“That I can’t jest tell you, sir. But Mr. Isaiah Prowt, the bailiff, do say as he is to receive a week’s notice of their arrival, so as to have the triumphanting arches put up all along the road leading into the village and the avenue from the park gate to the hall.”

“That will make a fine display, Nahum, but an expensive one. However, I suppose it will give pleasure to the people.”

“It will that, your reverence. And that is not all! They are to have tents and markees and pavilions all over the lawn, and a great outdoor gala for all the tenants, and even the villagers who are not tenants, and for the whole neighborhood; in fact, men, women, and children, sir, are to be feasted on the fat of the land, and have dances and games, and all that, all day long, and at night fireworks! All at the young squire’s expense.”

“It will be a boon to the village, where there is never even a market day or a fair.”

“It will that, sir. Why, the people have gone stark, staring mad over the very thought of it, though they don’t the least know when it is to come off. But they are looking forrid to it. For, as you say, sir, they never have anything here. Chuxton is the market town, and the fairs go there on market day.”

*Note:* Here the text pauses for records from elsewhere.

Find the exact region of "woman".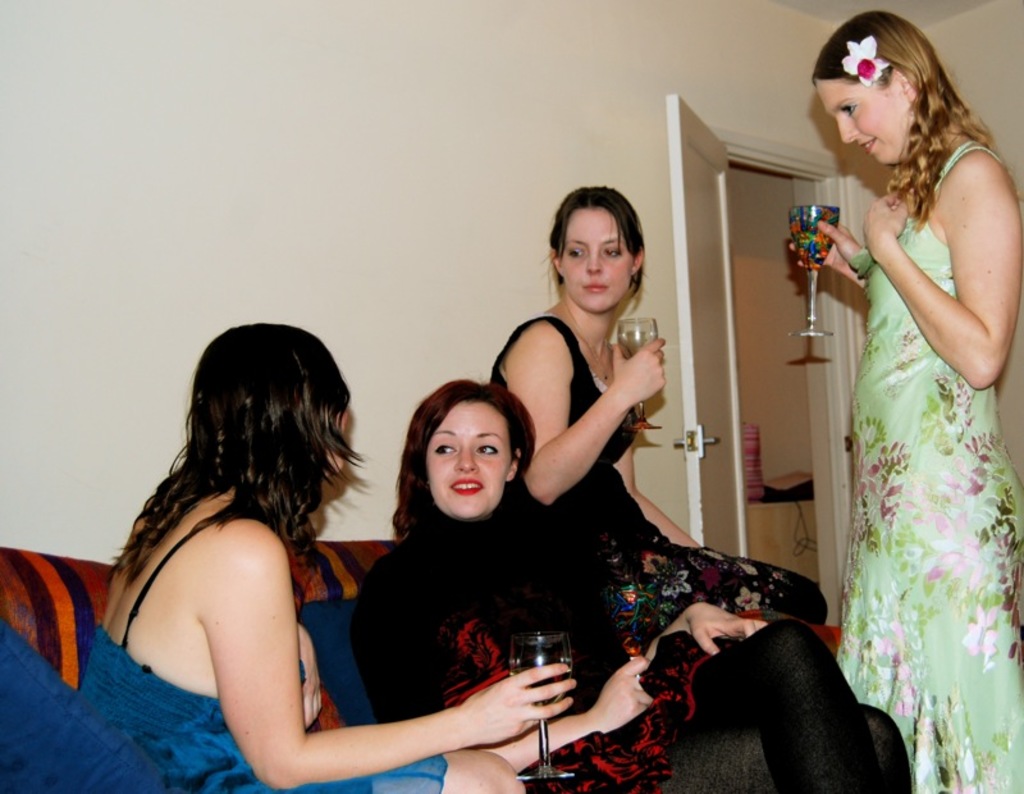
Exact region: l=490, t=184, r=835, b=640.
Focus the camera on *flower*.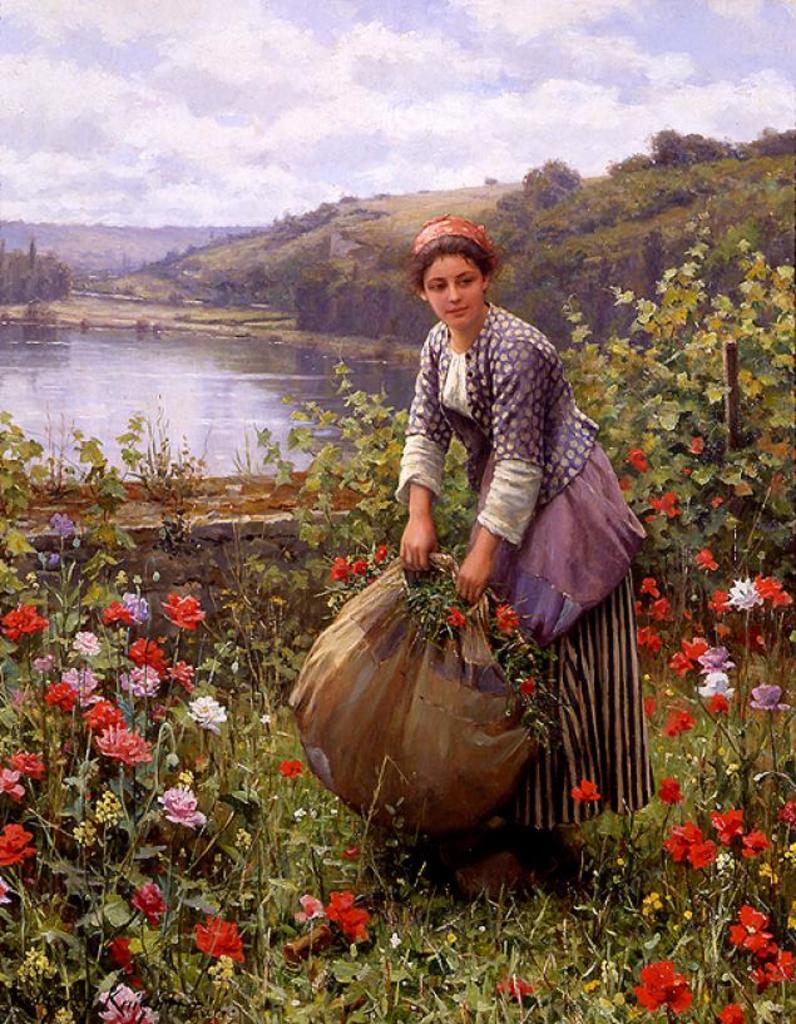
Focus region: 652, 590, 668, 619.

“So they never have a public fête unless it is given by the lord of the manor on the occasion of a marriage, or a coming of age in the family?”

“And never then, up to this toime. Such a day as this coming on has never been seen at Haymore in the memory of man. The old squires never did nothing like it.”

“No? Why was that?”

“Oh, they kept themselves aloof. They never thought about their tenants, except to keep them pretty strict and punctuous in the payment of the rents. Otherwise they looked down on them as dirt underneath of their feet.”

“Let us hope, from the present signs, that the new squire will be more genial and benevolent.”